_WHAT YOU NEED TO DO:_
Retype all the records below exactly as they are, with no image carried over.
━━━━
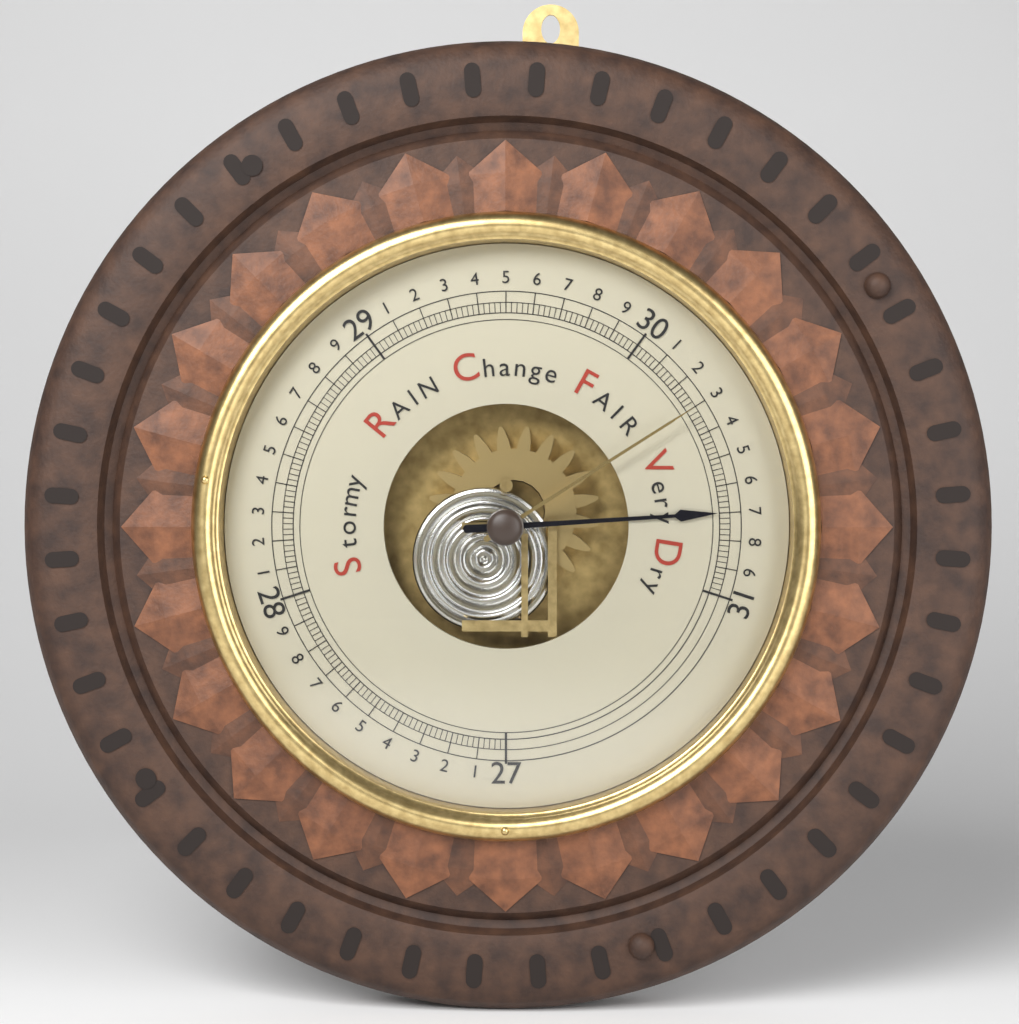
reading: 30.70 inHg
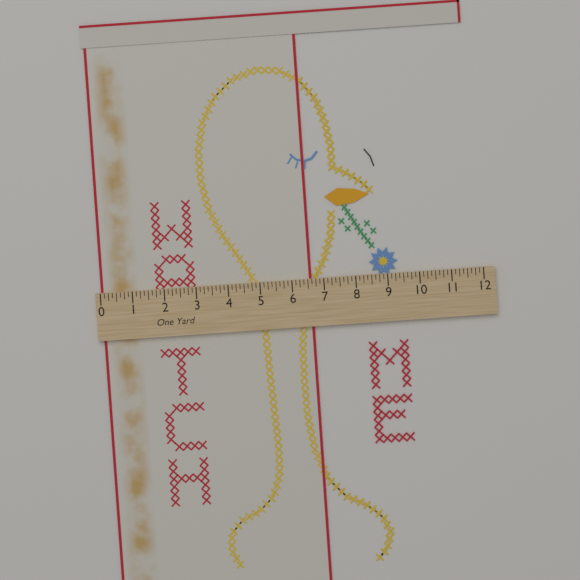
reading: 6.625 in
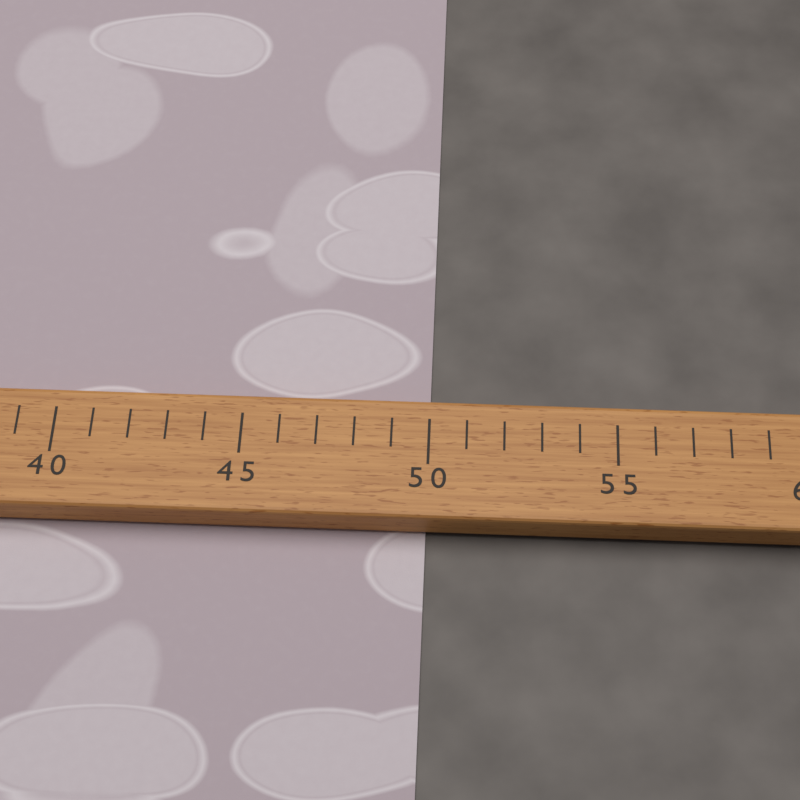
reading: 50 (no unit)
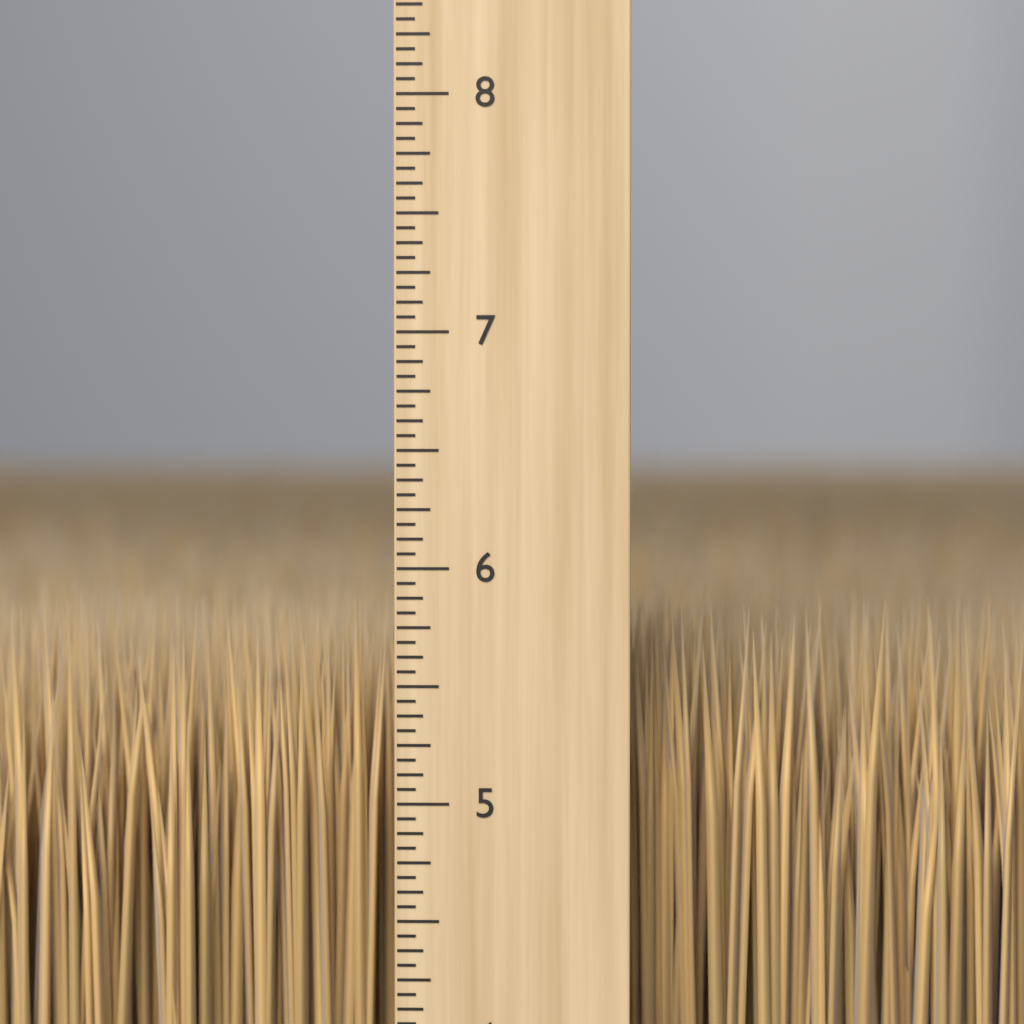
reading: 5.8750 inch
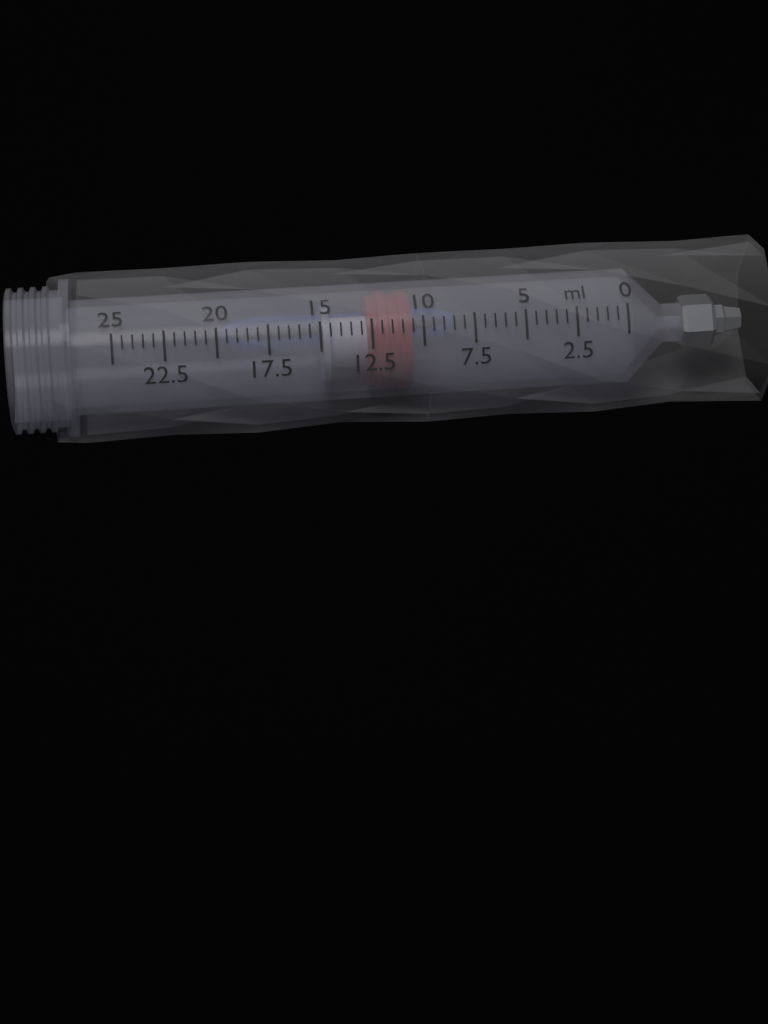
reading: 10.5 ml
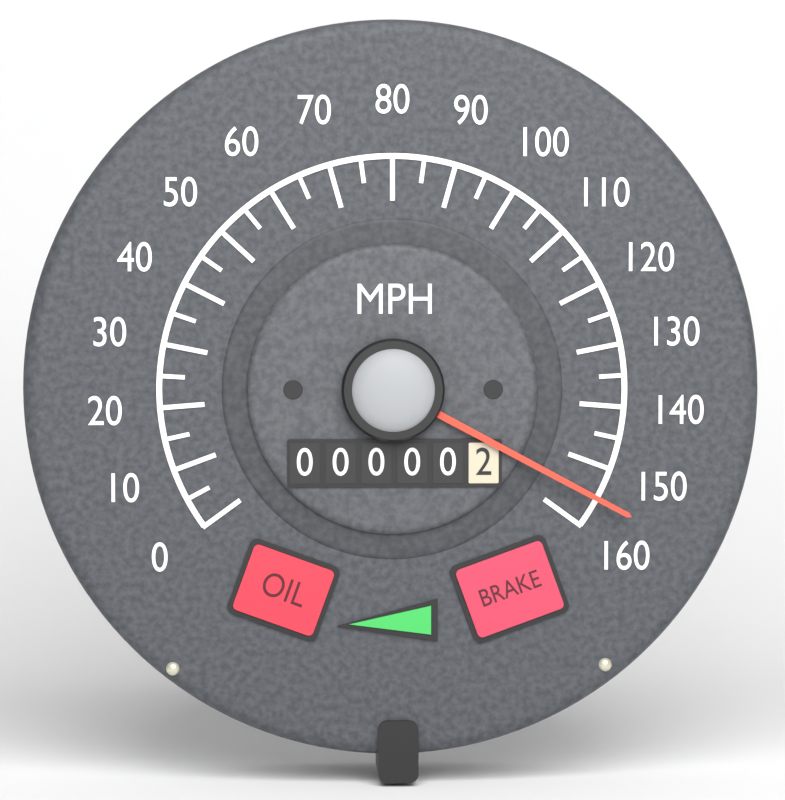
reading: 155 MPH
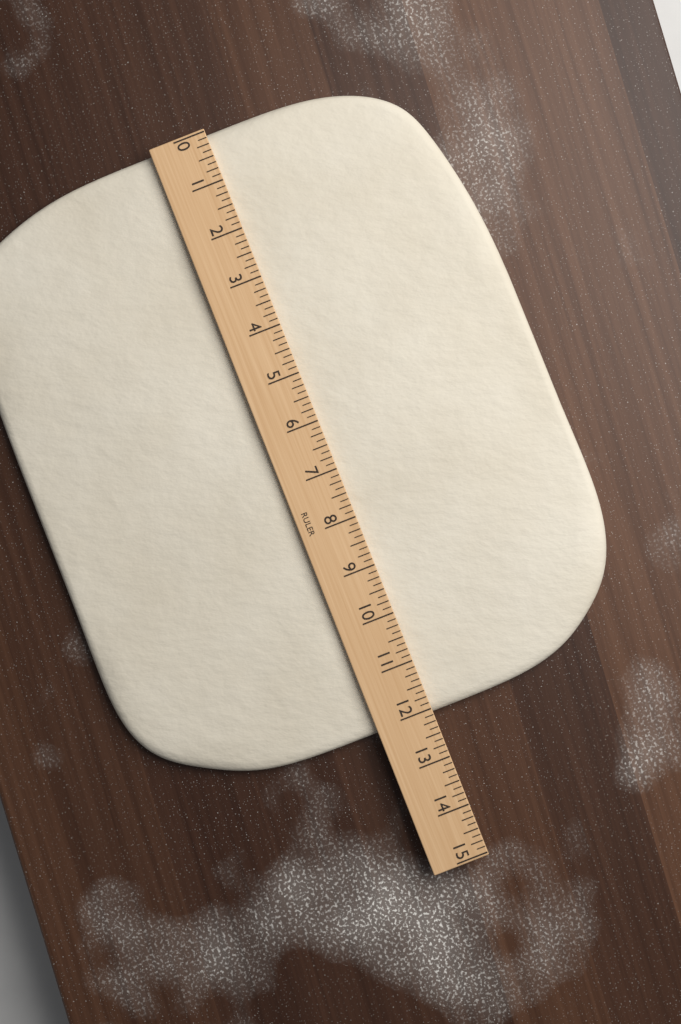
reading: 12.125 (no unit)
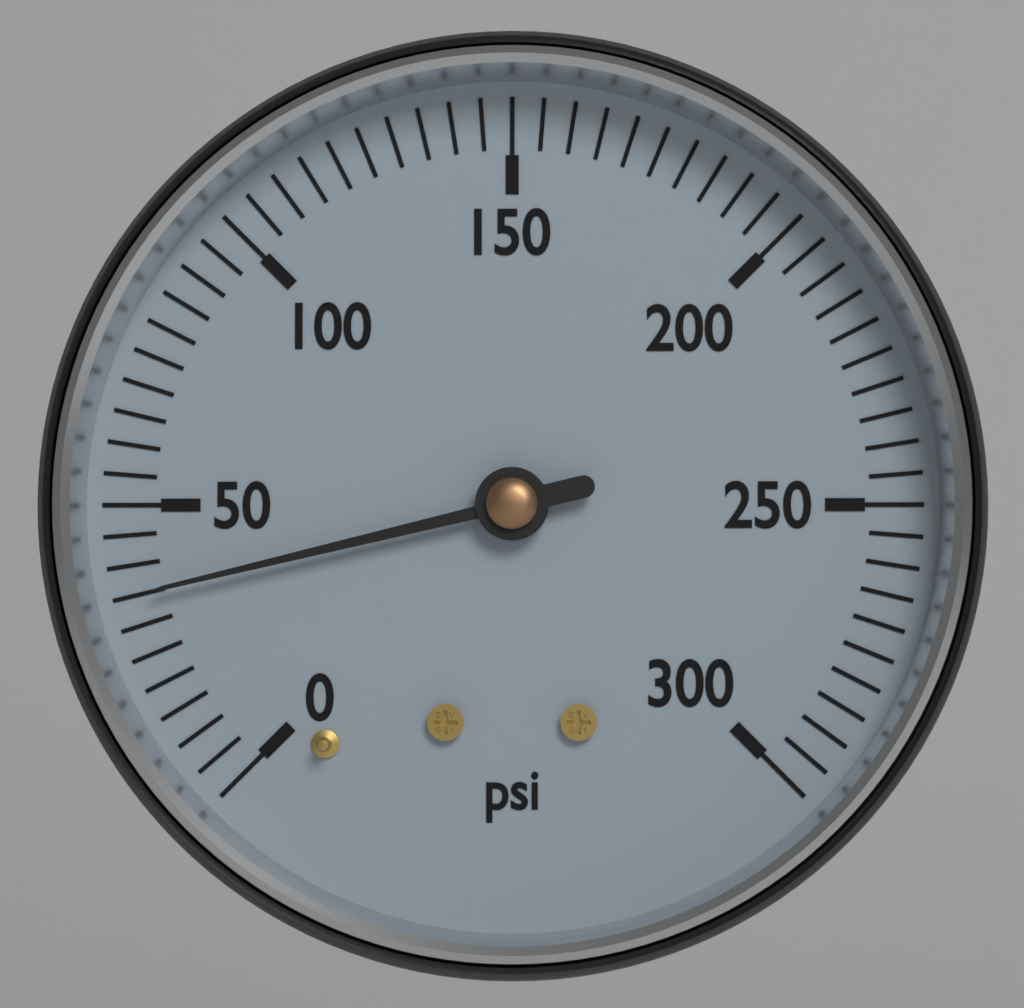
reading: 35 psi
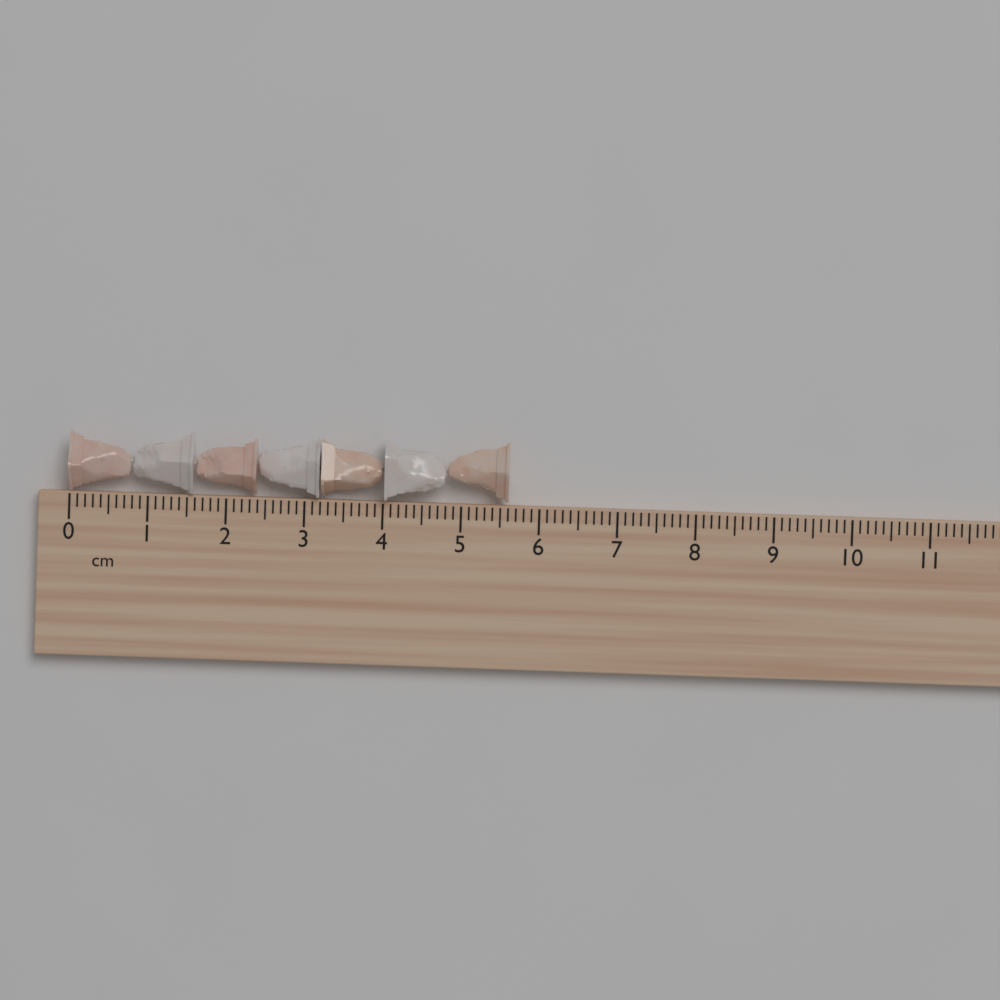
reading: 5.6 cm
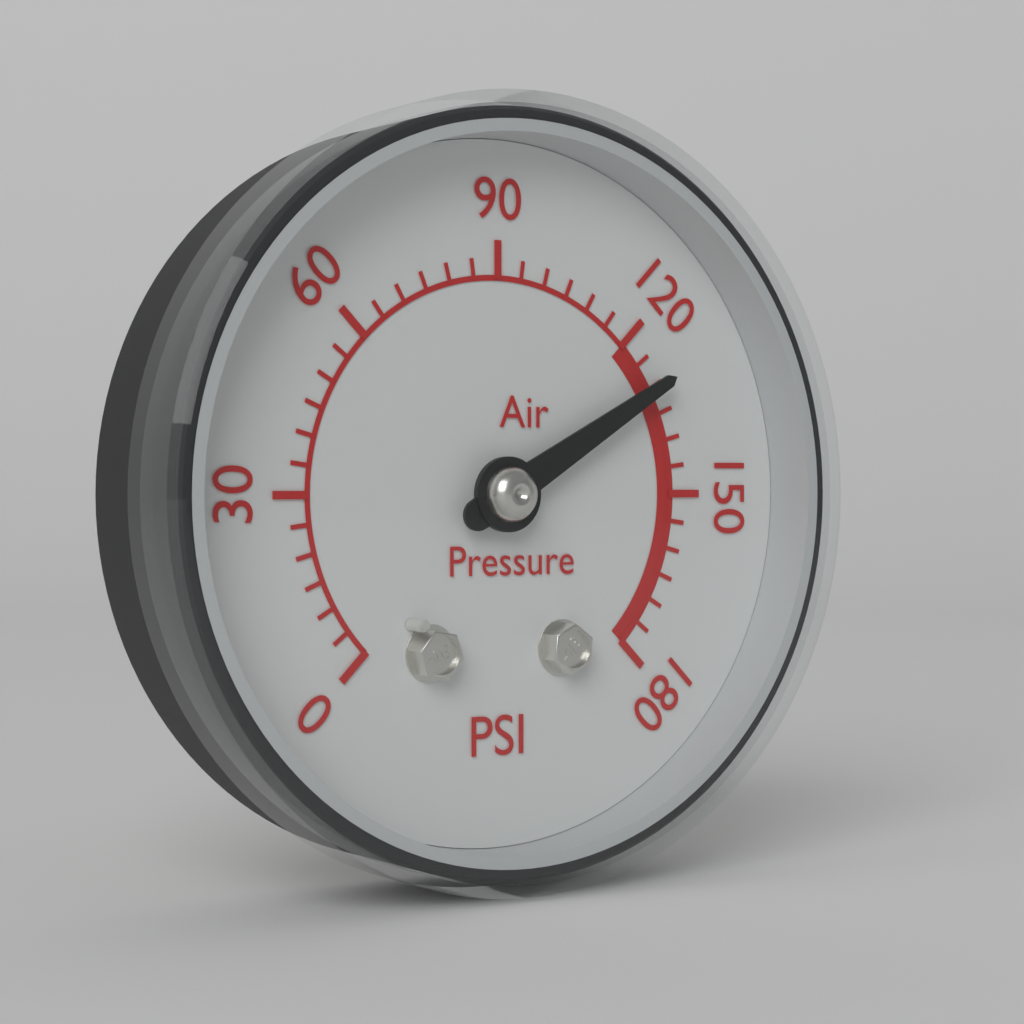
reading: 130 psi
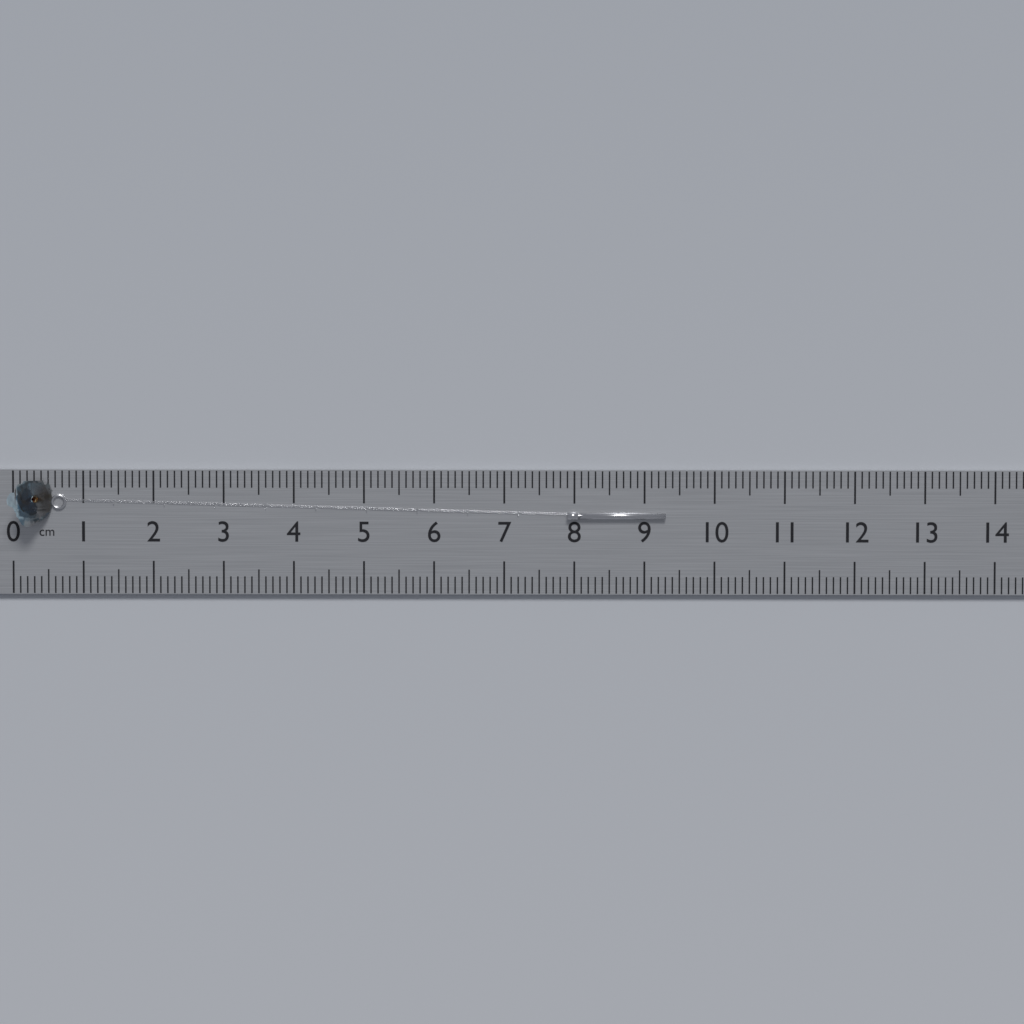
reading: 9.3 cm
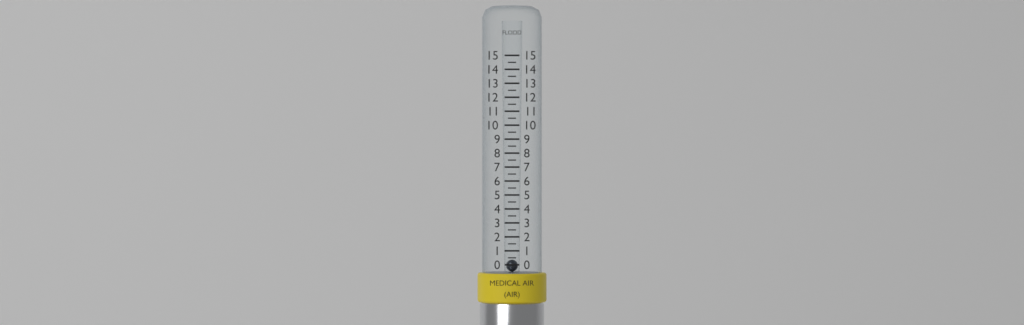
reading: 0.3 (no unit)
━━━━
_RESPONSE TO THIS TASK:_
reading: 30.70 inHg
reading: 6.625 in
reading: 50 (no unit)
reading: 5.8750 inch
reading: 10.5 ml
reading: 155 MPH
reading: 12.125 (no unit)
reading: 35 psi
reading: 5.6 cm
reading: 130 psi
reading: 9.3 cm
reading: 0.3 (no unit)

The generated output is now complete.